The first question has an easy answer. Sometimes the amount of difference between two things does not matter as much as where the difference lies. For example, you could take two nearly identical keys and try to start your automobile. They may differ by less than 1% of their metal form, one of the keys perhaps having an additional groove or point. However, one key will start your automobile, and the other will not, a dramatic difference in effect.    

Twins The second question revolves around a common misconception of what it means for something to be genetic. It's true that identical twins who are raised by different families (for instance, if they were both given up for adoption) can be slightly different in their behavior. But this only occurs when the same genes are set up to respond differently to different environments. Take the following examples:
       
Joe and Bob are identical twins raised separately. Joe's adoptive parents are somewhat authoritarian and psychologically abusive. Bob's adoptive parents are loving and supportive. However, Joe does not have the genes to be adversely affected by his situation, and so grows up to be confident and productive, as does Bob.

However, if Joe and Bob had the genes for extreme need for approval, which some people have, Joe would have suffered lasting personality scars from his upbringing. Bob, because he was given approval and support, would not have.    

So it all depends on what "branching genes" you have, which behave differently depending on your environment. Two people with identical branching genes, but different situations, will develop somewhat differently.

So should we allow human cloning? Of course. Individual couples (as opposed to the government) should always be allowed full choice over their reproductive options. This is especially true in the Post-Industrial Age, in which brain-power (determined genetically to a great extent) is the key to survival. If you like your own genes (and motivations and personality), then why would you risk rolling the genetic dice to have children who may lack the genes for success in the modern world?

Genetic selection, or Genetic Lottery?

In the next 10 years, we will have genetic tests to determine whether a child will be born naturally optimistic, energetic, extroverted, resilient, and able to defer gratification, or not. Parents could choose which of their potential children would then be borne. This would reduce the number of late-term abortions, which modern society should be moving away from in any case.

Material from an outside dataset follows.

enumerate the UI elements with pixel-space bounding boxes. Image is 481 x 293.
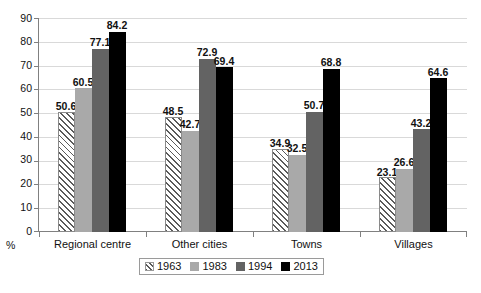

LotteryA typical couple, call them Phil and Rose, has the potential to bear many different children. Assume, for this example, that they decide to fertilize eight eggs, although the real number could be in the thousands. Let's call the fertilized eggs (i.e. the potential children) "Tom," "Sue," "Betty," "Bill," "Joe," "Sam," "Jill" and "Molly." Using genetic tests on the "Tom" egg, we see that he would be born naturally inquisitive and somewhat ill-at-ease in modern society. (He may be more at home in a primitive environment, but this no longer exists.) "Sue" would be born prone to severe depression, and would be unable to study or work. "Betty" would be born highly energetic and sociable, with a good mind for facts. "Bill" would be born with obsessive-compulsive disorder. "Joe" would be born with a low threshold for violent behavior, and a tendency toward alcoholism. "Sam" would be born with an analytical nature, being comfortable with people, but also somewhat withdrawn. "Jill" would be born with a need to please people in authority, and would tend to fall into abusive relationships. "Molly" would be born highly driven, somewhat uneasy, but highly motivated to succeed. After a genetic screening, knowing that genes are only loosely correlated with certain behaviors in the environment they could provide, the parents of these potential children decide to bear only Sam and Molly, and leave the rest unborn.

Is this futuristic form of genetic selection moral or immoral? Indeed, we endorse other, less humane means of breeding across society, although we rarely acknowledge it. Men in prison--or sentenced to death for their crimes--cannot help a woman conceive. Thus we keep people with violent or criminal tendencies from having children. Is that a better alternative?